Low quality or low complexity samples will increase noise in RNA-seq data and this must be taken into account when filtering for statistically significant, differentially expressed candidates. Noise will come from amplification procedures, bias during library construction, or other molecular based events. Essentially, in low quality or low complexity samples that are degraded, the fragmentation has already been performed by enzymes in the sample (or ‘ases). Under normal circumstances, we control the level of fragmentation and sometimes strict standards dictate we perform some kind of size restriction based on a gel or dual-spri cleanup (or Sage Pippin Prep or PE Labchip XT….). That is all great, however when your sample is already fragmented by nature, which is not as random as we would like to think, funky things can occur during downstream molecular manipulations. All of this ends up as noise in the final data.

This may seem like a really elementary point, but if you are ONLY using a Nanodrop to define your concentration, it would be best to employ a second, confirmation measurement. The Nanodrop was AWESOME when it came out because we did not have to use a ml of sample. But now, we have additional orthogonal measurement tools, such as the Bioanalyzer (or Experion) and the newly beloved Qubit. Fragment range from the bioanalyzer – check, 260/280 from the Nanodrop – check, concentration from the Qubit – check. This triangulation is how we determine whether a sample will pass or fail library construction at Cofactor, and it is quite stringent.

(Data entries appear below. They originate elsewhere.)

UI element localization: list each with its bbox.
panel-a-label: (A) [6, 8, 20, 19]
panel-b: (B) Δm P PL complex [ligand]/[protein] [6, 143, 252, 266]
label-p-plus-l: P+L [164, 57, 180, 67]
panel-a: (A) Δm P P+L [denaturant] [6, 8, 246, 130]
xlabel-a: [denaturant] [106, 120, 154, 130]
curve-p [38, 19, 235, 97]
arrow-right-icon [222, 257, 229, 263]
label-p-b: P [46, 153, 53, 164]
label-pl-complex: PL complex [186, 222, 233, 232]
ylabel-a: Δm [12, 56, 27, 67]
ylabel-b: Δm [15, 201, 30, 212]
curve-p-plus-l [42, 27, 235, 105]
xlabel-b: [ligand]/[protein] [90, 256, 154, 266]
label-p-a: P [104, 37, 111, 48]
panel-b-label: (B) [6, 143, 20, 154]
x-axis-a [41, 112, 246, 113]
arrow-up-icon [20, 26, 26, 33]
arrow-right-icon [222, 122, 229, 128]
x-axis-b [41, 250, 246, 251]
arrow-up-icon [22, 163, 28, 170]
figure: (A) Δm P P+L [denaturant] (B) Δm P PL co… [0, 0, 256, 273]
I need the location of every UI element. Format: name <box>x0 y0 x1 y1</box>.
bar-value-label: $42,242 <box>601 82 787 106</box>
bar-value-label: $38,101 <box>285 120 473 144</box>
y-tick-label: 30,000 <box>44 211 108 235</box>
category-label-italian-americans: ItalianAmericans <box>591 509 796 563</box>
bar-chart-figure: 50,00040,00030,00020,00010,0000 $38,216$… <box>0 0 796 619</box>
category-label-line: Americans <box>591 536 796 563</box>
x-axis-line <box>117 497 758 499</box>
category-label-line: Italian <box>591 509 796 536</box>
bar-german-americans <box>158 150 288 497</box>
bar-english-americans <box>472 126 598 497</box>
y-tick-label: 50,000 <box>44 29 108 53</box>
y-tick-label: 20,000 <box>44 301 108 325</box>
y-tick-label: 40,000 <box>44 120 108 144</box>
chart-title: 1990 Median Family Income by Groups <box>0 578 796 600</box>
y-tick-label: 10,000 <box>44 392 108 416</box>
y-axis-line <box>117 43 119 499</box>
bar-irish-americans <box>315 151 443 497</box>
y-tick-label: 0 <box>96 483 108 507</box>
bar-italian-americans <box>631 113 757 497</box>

Is this bad.. well, it certainly sets the bar high, but our library construction success is > 95% year over year… not too shabby (and our clients are happy that we can catch samples that might fail before they ever reach the sequencer!).

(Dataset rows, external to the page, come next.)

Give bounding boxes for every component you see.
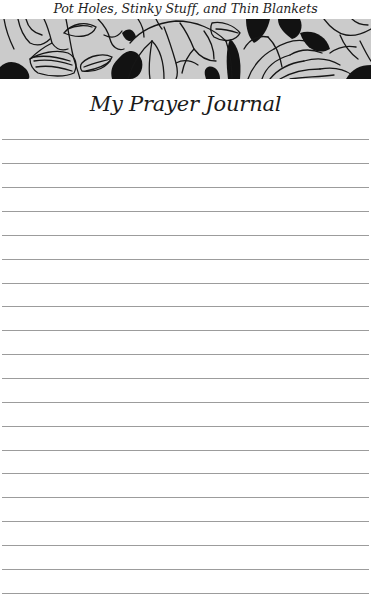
ruled-line — [2, 473, 369, 474]
ruled-line — [2, 378, 369, 379]
ruled-line — [2, 235, 369, 236]
ruled-line — [2, 354, 369, 355]
ruled-line — [2, 545, 369, 546]
ruled-writing-area[interactable] — [2, 0, 369, 612]
ruled-line — [2, 163, 369, 164]
ruled-line — [2, 450, 369, 451]
ruled-line — [2, 497, 369, 498]
ruled-line — [2, 211, 369, 212]
ruled-line — [2, 187, 369, 188]
ruled-line — [2, 330, 369, 331]
ruled-line — [2, 283, 369, 284]
ruled-line — [2, 259, 369, 260]
ruled-line — [2, 139, 369, 140]
ruled-line — [2, 426, 369, 427]
ruled-line — [2, 593, 369, 594]
ruled-line — [2, 306, 369, 307]
ruled-line — [2, 521, 369, 522]
ruled-line — [2, 569, 369, 570]
ruled-line — [2, 402, 369, 403]
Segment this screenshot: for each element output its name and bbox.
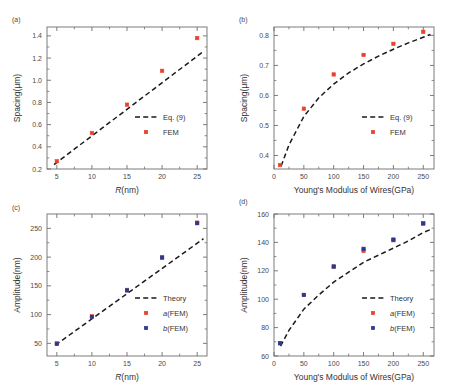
- panel-b: [227, 0, 454, 194]
- panel-d: [227, 194, 454, 388]
- figure-container: (a)5101520250.20.40.60.81.01.21.4R(nm)Sp…: [0, 0, 454, 388]
- panel-c: [0, 194, 227, 388]
- panel-a: [0, 0, 227, 194]
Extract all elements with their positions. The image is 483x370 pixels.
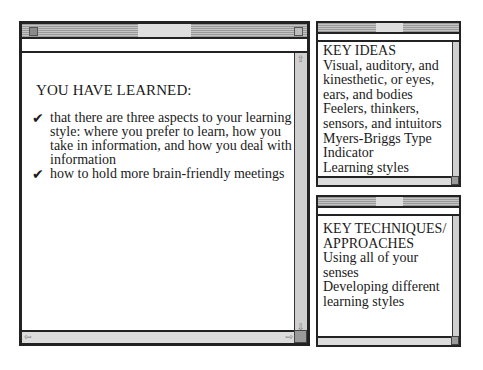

The goal during library construction is to generate a PCR product that sizes correctly and in general is a pretty good representation of what you observed in the original sample (ghosting is bad!!!). By the way, this does not include samples that undergo 25+ cycles of PCR (we can generated positives with a no-DNA control!!!), are lacking appropriate controls (no DNA, no primer, no polymerase) or treated in any cavalier manner.  This is not the place (library construction) to cut corners or forget QC/QA measures! Any screwup that you don’t catch here can cause catastrophic outcomes later!

OK, Deep breath…… Ahhhhhh,

All of the above holds true for DNA and RNA, however you have an added layer of complexity with RNA arising from polyA enrichment or ribosomal depletion strategies (more on that in the next post).

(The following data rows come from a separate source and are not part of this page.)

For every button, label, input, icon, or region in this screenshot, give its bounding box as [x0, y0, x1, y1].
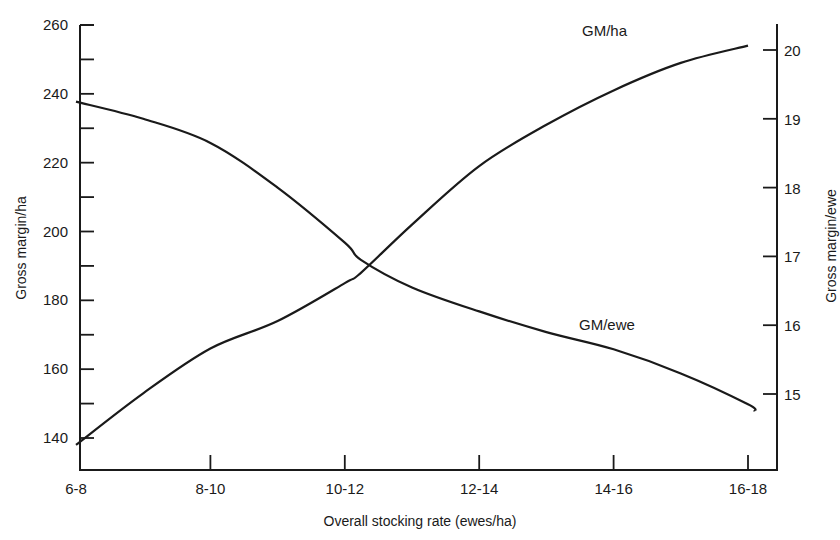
- left-y-tick-label: 160: [43, 360, 68, 377]
- x-tick-label: 8-10: [195, 480, 225, 497]
- right-y-tick-label: 16: [784, 317, 801, 334]
- left-y-tick-label: 140: [43, 429, 68, 446]
- right-y-tick-label: 20: [784, 42, 801, 59]
- right-y-tick-label: 18: [784, 180, 801, 197]
- series-line-gm-ha: [76, 46, 748, 445]
- left-y-tick-label: 260: [43, 16, 68, 33]
- series-lines: [76, 46, 756, 445]
- left-y-axis-title: Gross margin/ha: [13, 196, 29, 300]
- right-y-axis-title: Gross margin/ewe: [823, 189, 839, 303]
- right-y-tick-label: 15: [784, 386, 801, 403]
- axes: [79, 24, 778, 470]
- x-axis-title: Overall stocking rate (ewes/ha): [324, 513, 517, 529]
- series-line-gm-ewe: [76, 102, 756, 412]
- left-y-tick-label: 180: [43, 291, 68, 308]
- right-y-tick-label: 19: [784, 111, 801, 128]
- x-tick-label: 10-12: [326, 480, 364, 497]
- series-label-gm-ewe: GM/ewe: [579, 316, 635, 333]
- right-y-ticks: 151617181920: [763, 42, 801, 403]
- x-ticks: 6-88-1010-1212-1414-1616-18: [65, 455, 767, 497]
- series-label-gm-ha: GM/ha: [582, 22, 628, 39]
- x-tick-label: 14-16: [594, 480, 632, 497]
- x-tick-label: 16-18: [729, 480, 767, 497]
- left-y-tick-label: 240: [43, 85, 68, 102]
- right-y-tick-label: 17: [784, 248, 801, 265]
- x-tick-label: 12-14: [460, 480, 498, 497]
- chart: 140160180200220240260 151617181920 6-88-…: [0, 0, 840, 540]
- x-tick-label: 6-8: [65, 480, 87, 497]
- left-y-tick-label: 200: [43, 223, 68, 240]
- left-y-ticks: 140160180200220240260: [43, 16, 94, 446]
- left-y-tick-label: 220: [43, 154, 68, 171]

The other thing to consider, as an aside to the stuff above, is over amplification of a sample. Your current sequencing provider should be able to define their duplication percent range for each sample type (FFPE DNA, NuGen low input DNA, etc). Go ahead and throw them a curveball and ask them what their deduplication rate is for RNA-seq data… and then kickback. Up until the recent Bioo Scientific kit (1), it was not very easy to assess duplication rates in RNA-seq data unless you baked your own kit with barcoded adapters. If you are concerned about duplication in RNA-seq data, we can use this kit on your samples to give additional insight concerning duplication in RNA-seq data. And not to point you in the wrong direction, it is the convergence of duplication percent and deduplication that matters, not either one alone (why perform deduplication on a sample with 0% duplication percent?). Interesting reading can be found here.

Tomorrow I’ll be talking about polyA enrichment and ribosomal removal…. tune in to hear me meander ecstatic about all things RNA-seq!

Jon

Cofactor Speak:

Ghosting – bands or smears that show up on gels, post library production, that originate from non-native genomic material such as adapters, primers, etc…

‘ases – slang for polymerases…. oh, come on, you know this!

“baked your own kit” – develop your own kit from scratch. It may seem easy at first blush, but it is not!

Deduplication – the removal of sequencing reads generated from the same PCR amplification fragment based on alignments to a reference. Deduplication algorithms often require deduplicated reads to have the same start and end alignment bases for paired-end reads.